What you have to do: With the line that contains "What do you see at coordinates (1113, 49)" as the final line, return every line from the start of the data below exactly.
START Task inputs
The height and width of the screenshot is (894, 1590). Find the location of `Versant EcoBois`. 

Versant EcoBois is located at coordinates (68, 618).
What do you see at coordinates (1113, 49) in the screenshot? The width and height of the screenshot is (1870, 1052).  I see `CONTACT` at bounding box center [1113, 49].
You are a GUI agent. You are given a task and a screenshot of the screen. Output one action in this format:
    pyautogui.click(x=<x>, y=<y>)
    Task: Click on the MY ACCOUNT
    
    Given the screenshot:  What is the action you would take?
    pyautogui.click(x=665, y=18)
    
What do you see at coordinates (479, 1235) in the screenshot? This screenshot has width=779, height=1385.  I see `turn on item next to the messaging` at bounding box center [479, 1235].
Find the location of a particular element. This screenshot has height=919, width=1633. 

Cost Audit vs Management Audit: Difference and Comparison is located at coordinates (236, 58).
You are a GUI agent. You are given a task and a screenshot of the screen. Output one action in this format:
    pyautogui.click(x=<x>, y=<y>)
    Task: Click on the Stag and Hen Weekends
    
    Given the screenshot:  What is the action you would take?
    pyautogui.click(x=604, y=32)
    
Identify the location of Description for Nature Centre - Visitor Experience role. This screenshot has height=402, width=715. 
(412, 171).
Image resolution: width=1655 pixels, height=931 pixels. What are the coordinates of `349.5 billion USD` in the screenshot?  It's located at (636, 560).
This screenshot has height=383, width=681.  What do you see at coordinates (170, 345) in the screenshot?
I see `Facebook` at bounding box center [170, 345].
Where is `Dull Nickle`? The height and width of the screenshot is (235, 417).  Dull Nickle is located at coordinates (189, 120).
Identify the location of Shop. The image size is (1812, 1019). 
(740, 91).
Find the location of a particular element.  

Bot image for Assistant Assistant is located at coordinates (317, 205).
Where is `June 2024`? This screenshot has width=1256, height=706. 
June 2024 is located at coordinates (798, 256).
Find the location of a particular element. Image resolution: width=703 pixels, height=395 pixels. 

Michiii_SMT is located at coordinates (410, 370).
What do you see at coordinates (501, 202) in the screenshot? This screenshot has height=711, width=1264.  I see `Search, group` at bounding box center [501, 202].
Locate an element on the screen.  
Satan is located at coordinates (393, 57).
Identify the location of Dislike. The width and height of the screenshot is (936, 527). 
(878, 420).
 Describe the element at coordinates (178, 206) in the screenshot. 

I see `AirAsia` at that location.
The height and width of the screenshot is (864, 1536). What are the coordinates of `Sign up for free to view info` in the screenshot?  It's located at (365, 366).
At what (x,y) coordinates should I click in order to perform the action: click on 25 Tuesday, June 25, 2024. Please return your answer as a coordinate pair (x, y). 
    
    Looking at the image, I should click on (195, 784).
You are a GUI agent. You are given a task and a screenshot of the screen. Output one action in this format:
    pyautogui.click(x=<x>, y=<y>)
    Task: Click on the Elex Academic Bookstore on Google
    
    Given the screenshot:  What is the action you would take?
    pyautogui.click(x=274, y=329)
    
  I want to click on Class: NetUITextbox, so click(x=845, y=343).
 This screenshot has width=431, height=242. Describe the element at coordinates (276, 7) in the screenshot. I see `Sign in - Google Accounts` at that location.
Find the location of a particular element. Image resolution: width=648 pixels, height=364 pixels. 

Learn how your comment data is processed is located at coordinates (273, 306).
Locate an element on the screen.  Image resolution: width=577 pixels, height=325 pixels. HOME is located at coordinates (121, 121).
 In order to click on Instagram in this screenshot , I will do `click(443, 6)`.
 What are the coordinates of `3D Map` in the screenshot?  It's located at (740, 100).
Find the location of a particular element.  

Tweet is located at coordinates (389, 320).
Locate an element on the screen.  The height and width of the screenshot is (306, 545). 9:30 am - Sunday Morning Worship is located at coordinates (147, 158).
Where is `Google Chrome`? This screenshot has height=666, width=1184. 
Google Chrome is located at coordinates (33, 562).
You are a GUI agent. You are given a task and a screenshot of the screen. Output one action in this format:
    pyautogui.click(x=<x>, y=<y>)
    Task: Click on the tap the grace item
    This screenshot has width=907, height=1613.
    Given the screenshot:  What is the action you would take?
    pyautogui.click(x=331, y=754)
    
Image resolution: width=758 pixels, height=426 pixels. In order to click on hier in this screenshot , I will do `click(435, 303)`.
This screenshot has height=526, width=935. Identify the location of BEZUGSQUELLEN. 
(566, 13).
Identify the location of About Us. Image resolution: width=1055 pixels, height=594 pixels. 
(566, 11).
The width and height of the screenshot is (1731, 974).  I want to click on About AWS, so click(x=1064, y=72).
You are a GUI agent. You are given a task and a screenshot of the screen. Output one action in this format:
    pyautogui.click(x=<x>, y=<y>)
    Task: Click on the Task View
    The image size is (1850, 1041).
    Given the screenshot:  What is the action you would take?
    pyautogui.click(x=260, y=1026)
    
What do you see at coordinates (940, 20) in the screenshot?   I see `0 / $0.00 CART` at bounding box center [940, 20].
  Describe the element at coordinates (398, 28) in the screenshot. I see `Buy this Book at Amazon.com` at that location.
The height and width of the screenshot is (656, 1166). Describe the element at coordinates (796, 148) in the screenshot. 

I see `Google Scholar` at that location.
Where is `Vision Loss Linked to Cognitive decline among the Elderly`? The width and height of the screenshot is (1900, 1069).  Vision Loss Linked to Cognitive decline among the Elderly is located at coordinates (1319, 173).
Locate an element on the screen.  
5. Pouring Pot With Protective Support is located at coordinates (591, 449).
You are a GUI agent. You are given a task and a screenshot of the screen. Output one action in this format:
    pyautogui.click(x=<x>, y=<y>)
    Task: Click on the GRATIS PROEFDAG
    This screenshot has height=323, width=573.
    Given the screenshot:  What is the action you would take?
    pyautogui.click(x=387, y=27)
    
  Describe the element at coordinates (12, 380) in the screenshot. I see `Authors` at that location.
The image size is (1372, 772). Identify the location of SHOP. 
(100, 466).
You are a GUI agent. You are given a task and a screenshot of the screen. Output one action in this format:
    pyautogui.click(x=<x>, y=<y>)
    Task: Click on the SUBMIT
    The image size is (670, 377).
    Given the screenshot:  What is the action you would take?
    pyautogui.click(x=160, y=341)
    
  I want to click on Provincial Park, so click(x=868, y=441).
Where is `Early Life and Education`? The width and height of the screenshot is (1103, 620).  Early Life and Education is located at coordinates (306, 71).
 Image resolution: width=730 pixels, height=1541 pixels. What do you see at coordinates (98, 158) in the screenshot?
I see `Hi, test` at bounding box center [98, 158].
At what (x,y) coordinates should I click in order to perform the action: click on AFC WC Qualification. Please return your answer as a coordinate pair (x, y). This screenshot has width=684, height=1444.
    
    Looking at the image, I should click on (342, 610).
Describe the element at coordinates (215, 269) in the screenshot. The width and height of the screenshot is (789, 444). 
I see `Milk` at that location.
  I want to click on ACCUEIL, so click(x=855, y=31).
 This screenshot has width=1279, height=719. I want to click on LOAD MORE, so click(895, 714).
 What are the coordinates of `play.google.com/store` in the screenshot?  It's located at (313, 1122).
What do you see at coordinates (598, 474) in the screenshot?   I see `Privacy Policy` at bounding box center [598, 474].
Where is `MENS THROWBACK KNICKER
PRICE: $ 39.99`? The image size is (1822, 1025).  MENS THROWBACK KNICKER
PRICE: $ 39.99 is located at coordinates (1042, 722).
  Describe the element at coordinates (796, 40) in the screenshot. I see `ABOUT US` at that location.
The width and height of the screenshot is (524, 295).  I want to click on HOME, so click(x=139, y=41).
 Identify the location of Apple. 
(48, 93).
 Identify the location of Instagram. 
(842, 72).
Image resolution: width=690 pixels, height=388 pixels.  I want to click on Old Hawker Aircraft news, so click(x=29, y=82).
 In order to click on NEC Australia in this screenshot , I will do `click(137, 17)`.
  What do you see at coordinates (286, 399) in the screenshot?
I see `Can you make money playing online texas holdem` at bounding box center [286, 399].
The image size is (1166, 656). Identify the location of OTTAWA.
END Task inputs
Worked solution:
The height and width of the screenshot is (894, 1590). Find the location of `Versant EcoBois`. 

Versant EcoBois is located at coordinates (68, 618).
What do you see at coordinates (1113, 49) in the screenshot? The width and height of the screenshot is (1870, 1052).  I see `CONTACT` at bounding box center [1113, 49].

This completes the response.